“In a world increasingly data driven and surveilled, skateboarding lives beneath scoring and resists all datazation by establishing everything as a performance. It deflects the surveillance state by its primal devotion to documenting and sharing itself, monitoring every possible development, repetition, and failure. It preempts the onslaught of observation by embracing it. To preempt is to deflect, but also to admit defeat. Luckily, skateboarders are shameless—in this way, they’re the perfect actors to play the role of themselves.” (107)
“The moment we have two of a thing we create form and create an energy of relation.” (219)
“Style is analog. Style is a matter of perception.” (283)
“The communication with the slip box becomes fruitful only at a high level of generalization, namely that of establishing communicative relations of relations. And it becomes productive only at the moment of evaluation, and is thus bound to a certain time and is to a high degree accidental. […]

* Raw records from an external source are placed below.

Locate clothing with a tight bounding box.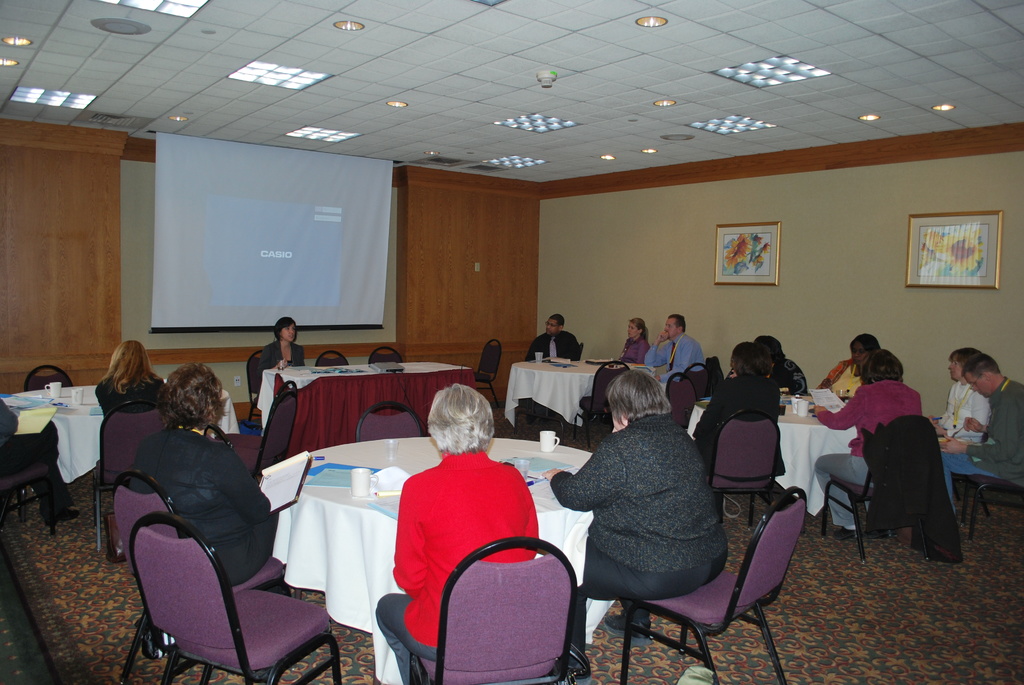
box(644, 331, 706, 383).
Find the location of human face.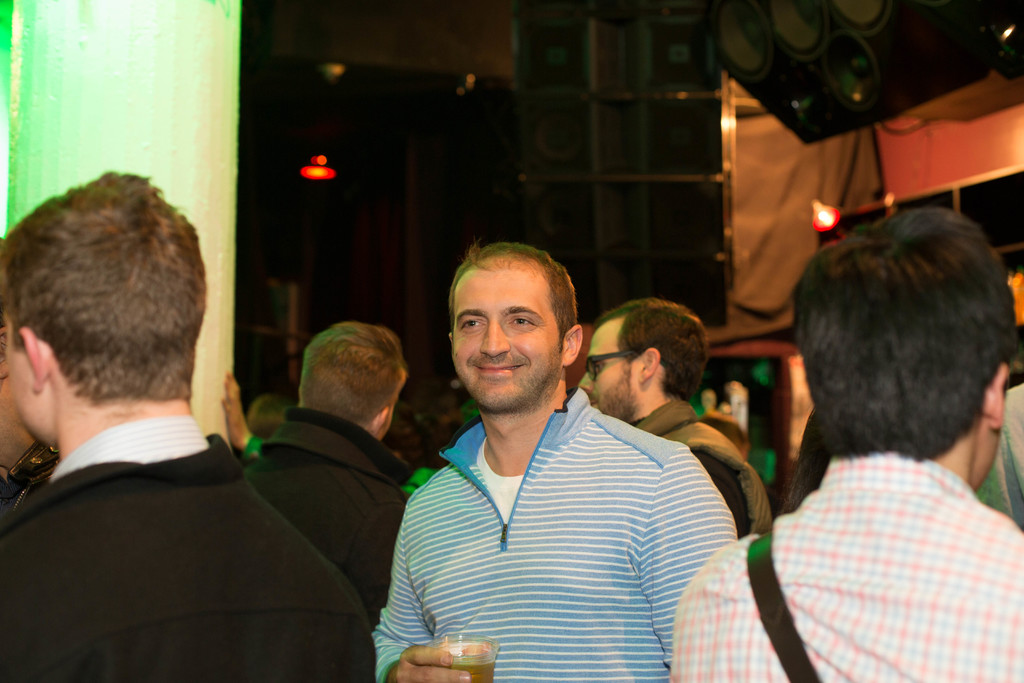
Location: Rect(588, 334, 646, 431).
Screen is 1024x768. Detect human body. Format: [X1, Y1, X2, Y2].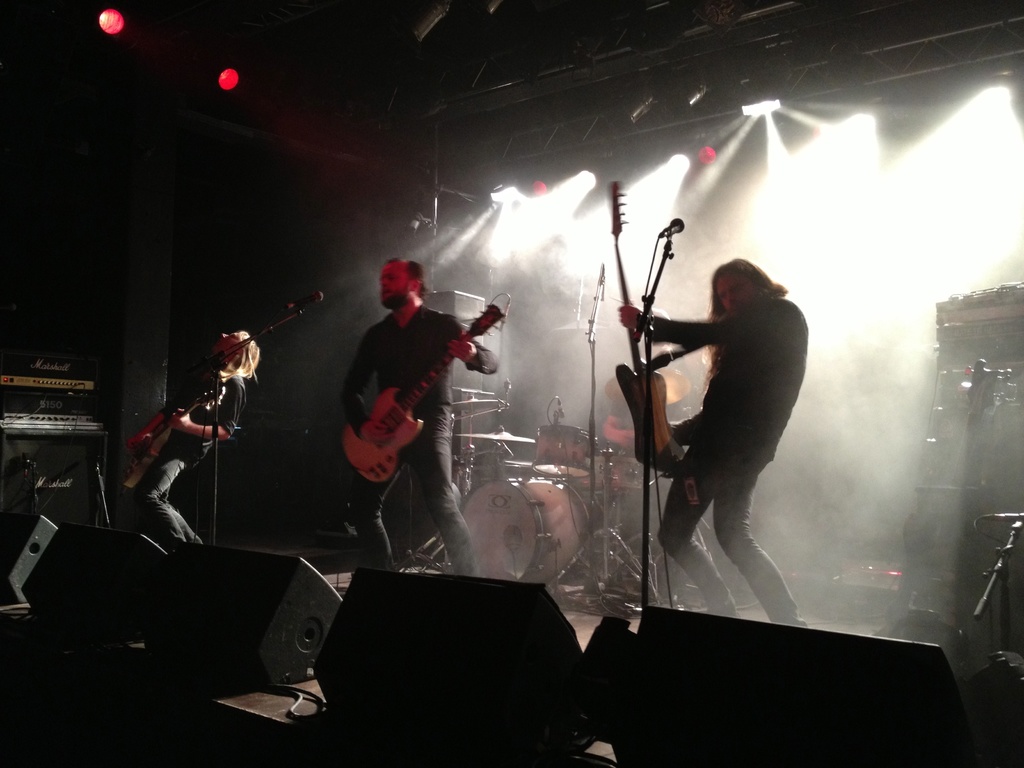
[621, 257, 810, 630].
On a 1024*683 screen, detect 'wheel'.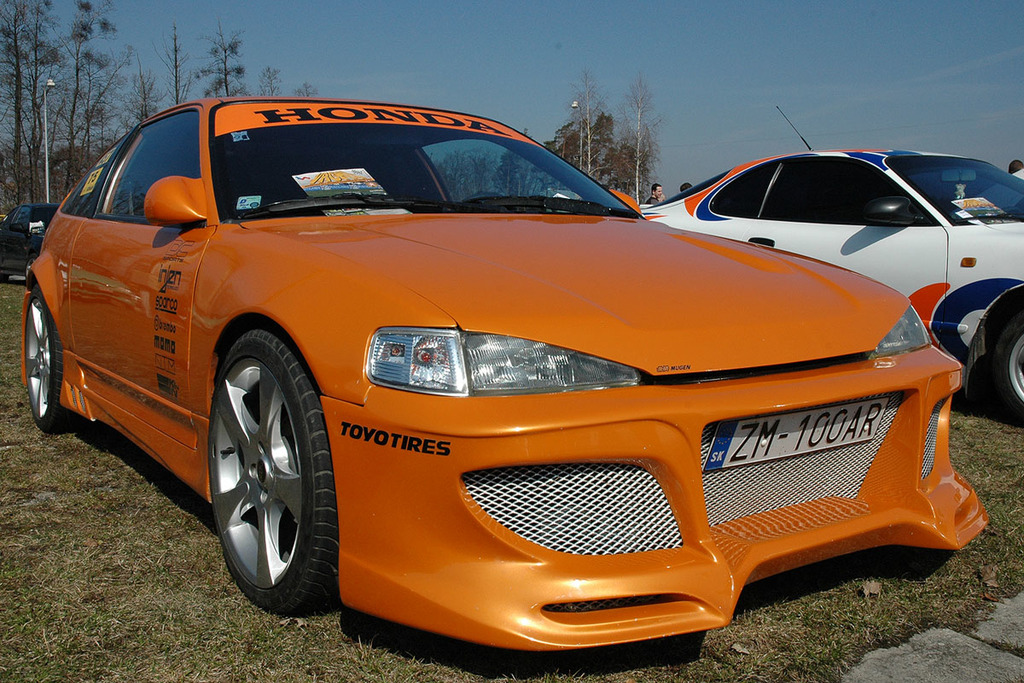
{"left": 987, "top": 318, "right": 1023, "bottom": 426}.
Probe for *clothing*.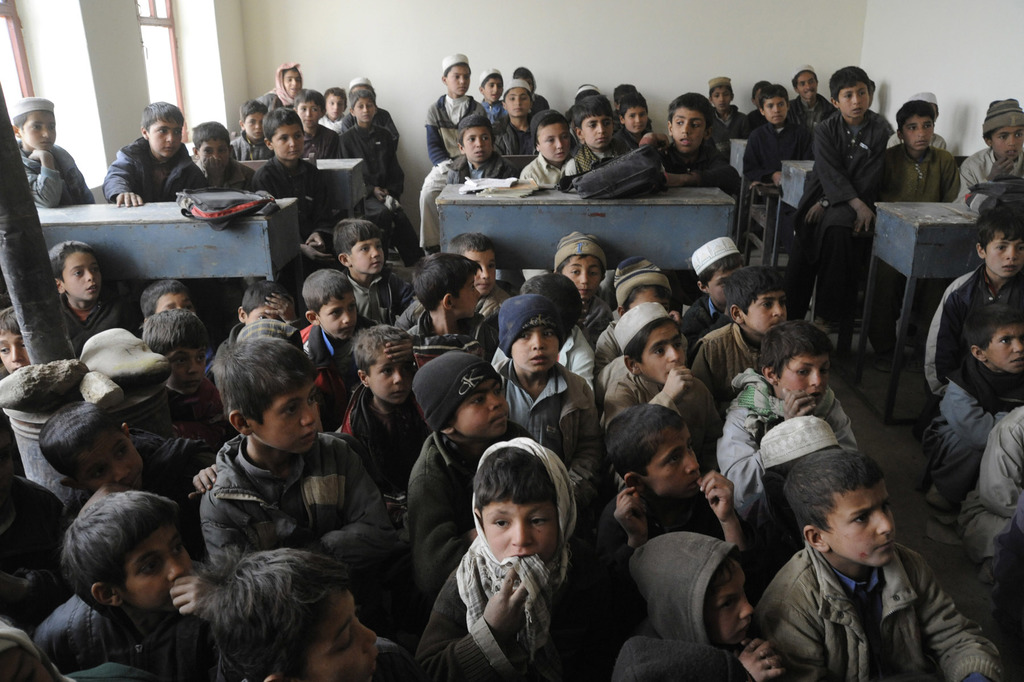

The real problem thus becomes therefore one of producing accidents with sufficiently enhanced probabilities for selection.”
Permission To Pursue The Enchanting. You want to be honest about recognizing the music that you find attractive, thoughtful, or compelling. Sometimes—oftentimes?—this music may not be what is widely popular, widely acclaimed, or widely known. Sometimes a magical music has a deceptively simple structure, or conjures vast emotional resonances from understated materials. (How does that work?) Permission to pursue the enchanting means waiting for that music whose way of proceeding makes sense to you, even if that means passing over a lot of other material.
Permission To Go Easy. You want to not push too hard: going easy means allocating your energy so that whatever you do today doesn’t wipe you out to continue doing it tomorrow. I often think about this balancing act in the context of running, where the upside of the going-easy-80-percent-of-the-time approach is that you build capability without needlessly breaking yourself down. Permission to go easy means doing just enough to improve the music (or the running) today, incrementally.
Permission To Intensify. For the remaining 20 percent of the time though, you want to push and only you know what an intensified level of pushing feels like. By intensity I mean depth, and depth entails being free of distraction, and having a sense of urgency that what you do in the next ten or sixty minutes is absolutely crucial to bringing a work to life. Intensity isn’t necessarily unpleasant, but neither is it a stroll in the park. Permission to intensify means working at the limits of your current level of capability so you feel like, for the moment, you’re doing all you can do.
Permission To Suspend Disbelief Or Find It Uninteresting. As you work at different levels of ease and intensity you’ll find that sometimes the work is speaking to you, and sometimes it isn’t. Much of the music I make turns out to be uninteresting and so I name it, date it, and put it aside so I can move on. Permission to suspend disbelief or find it uninteresting means either refraining from prematurely judging the work or else declaring it meh and leaving it for now. Neither approach is better than the other, yet both are empowering stances whereby you get to decide the timescale on which to evaluate the fruits of your processes.
Permission To Improve. Every project teaches you something about how you make music. In the midst of working, I try to take a moment to write a note about what I’m learning. This might be a new workflow I used that produced interesting results, or a series of presets I made to use down the road. Spectacular failures are particularly insightful. For example, I’ve tried making music using the QWERTY keypad as an ad hoc keyboard, but I never like the process or its results. I seem to need an actual keyboard—small or large—to play parts and help me think musically. Another example: I have never met a two bar drum loop that I liked enough to work with. In short loops I tend to hear the failure of my own imagination more than a repeating groove. Permission to improve means allowing yourself time to reflect on what’s been working and what hasn’t, gently steering yourself towards ever more unique workflows that resonate with you.
Permission To Declare It Done. Whether it has taken a few hours, days, weeks, or months, there’s a point in the production process where further work encounters diminishing returns. At this point, it’s helpful to declare a project done by rendering the music into a mix and sharing it. Sometimes what you thought was unfinished is simply music you haven’t yet let go.